Composer, pianist and organist David Bremner was born in west Cumbria and moved to Ireland in 1999. He has been a stalwart of the music scene here for nearly a quarter of a century, initially for his keyboard skills, more recently as a composer.
This new, excellently performed and documented, 92-minute double album features just four works. Possible Vignettes (2017-22) is for clarinet, viola and piano (Paul Roe, Andreea Banciu, Izumi Kimura), Pre & Con, or, Positions and Junctions (2021-22) for solo soprano (Elizabeth Hilliard), Logical Fallacies (2014) for soprano and viola, and Developing Variations (2016) for soprano, clarinet and piano (Bremner).
He describes his work as “minimalist in texture and harmonically complex”. There are flavours that evoke the machine-like strand in the work of György Ligeti, but the feeling is of obsession rather than direction. Processes are set up and rigorously but mostly delicately worked out, though anyone with an aversion to the splayed out and scrunched intervals of microtones will find moments to make them cavil at the notion of delicacy.
Although Bremner works regularly with Hilliard, in this album the purely instrumental opening work fascinates more than the pieces with texts by Rosmarie Waldrop, Billy Mills and Luís Vaz de Camões.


**Exercise goal**
Repeat each record exactly. Any picture gets left out.

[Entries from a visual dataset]
▬▬▬▬▬▬▬▬▬▬
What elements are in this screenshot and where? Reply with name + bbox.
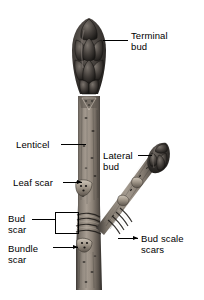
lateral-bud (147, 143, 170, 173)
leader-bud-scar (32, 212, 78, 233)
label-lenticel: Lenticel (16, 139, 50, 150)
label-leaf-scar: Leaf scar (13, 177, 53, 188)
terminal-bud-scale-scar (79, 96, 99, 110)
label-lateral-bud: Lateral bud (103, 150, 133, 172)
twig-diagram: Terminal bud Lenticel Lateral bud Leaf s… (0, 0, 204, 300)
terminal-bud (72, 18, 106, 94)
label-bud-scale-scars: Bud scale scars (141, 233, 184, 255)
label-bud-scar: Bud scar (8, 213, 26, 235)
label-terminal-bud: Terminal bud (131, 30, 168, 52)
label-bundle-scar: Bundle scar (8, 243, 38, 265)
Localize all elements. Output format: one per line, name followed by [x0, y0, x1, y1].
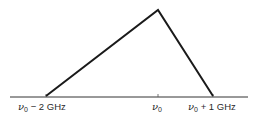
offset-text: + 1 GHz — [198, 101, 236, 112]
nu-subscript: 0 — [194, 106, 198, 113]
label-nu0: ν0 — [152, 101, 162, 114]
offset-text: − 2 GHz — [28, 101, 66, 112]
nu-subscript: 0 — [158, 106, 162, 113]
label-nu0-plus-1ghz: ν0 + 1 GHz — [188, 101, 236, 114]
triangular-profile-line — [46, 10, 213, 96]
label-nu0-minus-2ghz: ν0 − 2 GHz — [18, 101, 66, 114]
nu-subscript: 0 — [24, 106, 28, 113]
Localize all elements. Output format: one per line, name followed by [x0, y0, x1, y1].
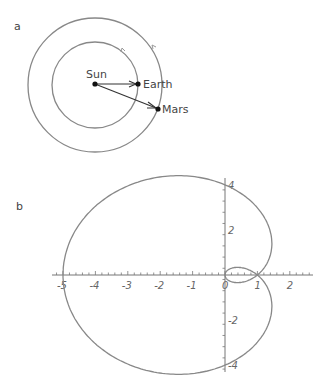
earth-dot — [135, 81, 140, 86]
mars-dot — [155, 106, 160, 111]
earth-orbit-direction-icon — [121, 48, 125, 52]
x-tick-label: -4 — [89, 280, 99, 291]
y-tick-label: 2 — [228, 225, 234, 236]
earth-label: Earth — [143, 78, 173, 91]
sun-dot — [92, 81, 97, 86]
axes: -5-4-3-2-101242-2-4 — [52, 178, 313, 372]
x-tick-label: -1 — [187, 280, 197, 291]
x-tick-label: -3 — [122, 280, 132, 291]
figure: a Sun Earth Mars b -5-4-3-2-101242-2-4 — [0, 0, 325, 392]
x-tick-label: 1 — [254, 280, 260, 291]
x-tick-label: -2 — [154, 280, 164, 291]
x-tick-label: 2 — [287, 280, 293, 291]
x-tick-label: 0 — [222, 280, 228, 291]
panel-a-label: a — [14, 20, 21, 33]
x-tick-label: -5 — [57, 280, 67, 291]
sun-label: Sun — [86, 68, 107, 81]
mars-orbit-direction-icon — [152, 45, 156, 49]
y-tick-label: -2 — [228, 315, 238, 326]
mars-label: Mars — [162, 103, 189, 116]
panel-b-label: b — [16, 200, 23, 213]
▬▬▬▬▬▬▬▬▬▬
**Exercise output**
What elements are in this screenshot and where? Reply with name + bbox.
lateral-bud (147, 143, 170, 173)
leader-bud-scar (32, 212, 78, 233)
label-lenticel: Lenticel (16, 139, 50, 150)
label-leaf-scar: Leaf scar (13, 177, 53, 188)
terminal-bud-scale-scar (79, 96, 99, 110)
label-lateral-bud: Lateral bud (103, 150, 133, 172)
twig-diagram: Terminal bud Lenticel Lateral bud Leaf s… (0, 0, 204, 300)
terminal-bud (72, 18, 106, 94)
label-bud-scale-scars: Bud scale scars (141, 233, 184, 255)
label-bud-scar: Bud scar (8, 213, 26, 235)
label-terminal-bud: Terminal bud (131, 30, 168, 52)
label-bundle-scar: Bundle scar (8, 243, 38, 265)
Localize all elements. Output format: one per line, name followed by [x0, y0, x1, y1].
offset-text: + 1 GHz — [198, 101, 236, 112]
nu-subscript: 0 — [194, 106, 198, 113]
label-nu0: ν0 — [152, 101, 162, 114]
offset-text: − 2 GHz — [28, 101, 66, 112]
nu-subscript: 0 — [158, 106, 162, 113]
label-nu0-plus-1ghz: ν0 + 1 GHz — [188, 101, 236, 114]
triangular-profile-line — [46, 10, 213, 96]
label-nu0-minus-2ghz: ν0 − 2 GHz — [18, 101, 66, 114]
nu-subscript: 0 — [24, 106, 28, 113]
Localize all elements. Output format: one per line, name followed by [x0, y0, x1, y1].
earth-dot — [135, 81, 140, 86]
mars-dot — [155, 106, 160, 111]
earth-orbit-direction-icon — [121, 48, 125, 52]
x-tick-label: -4 — [89, 280, 99, 291]
y-tick-label: 2 — [228, 225, 234, 236]
earth-label: Earth — [143, 78, 173, 91]
sun-dot — [92, 81, 97, 86]
axes: -5-4-3-2-101242-2-4 — [52, 178, 313, 372]
x-tick-label: -1 — [187, 280, 197, 291]
x-tick-label: -3 — [122, 280, 132, 291]
figure: a Sun Earth Mars b -5-4-3-2-101242-2-4 — [0, 0, 325, 392]
x-tick-label: 1 — [254, 280, 260, 291]
x-tick-label: -2 — [154, 280, 164, 291]
x-tick-label: 2 — [287, 280, 293, 291]
x-tick-label: 0 — [222, 280, 228, 291]
panel-a-label: a — [14, 20, 21, 33]
x-tick-label: -5 — [57, 280, 67, 291]
sun-label: Sun — [86, 68, 107, 81]
mars-orbit-direction-icon — [152, 45, 156, 49]
y-tick-label: -2 — [228, 315, 238, 326]
mars-label: Mars — [162, 103, 189, 116]
panel-b-label: b — [16, 200, 23, 213]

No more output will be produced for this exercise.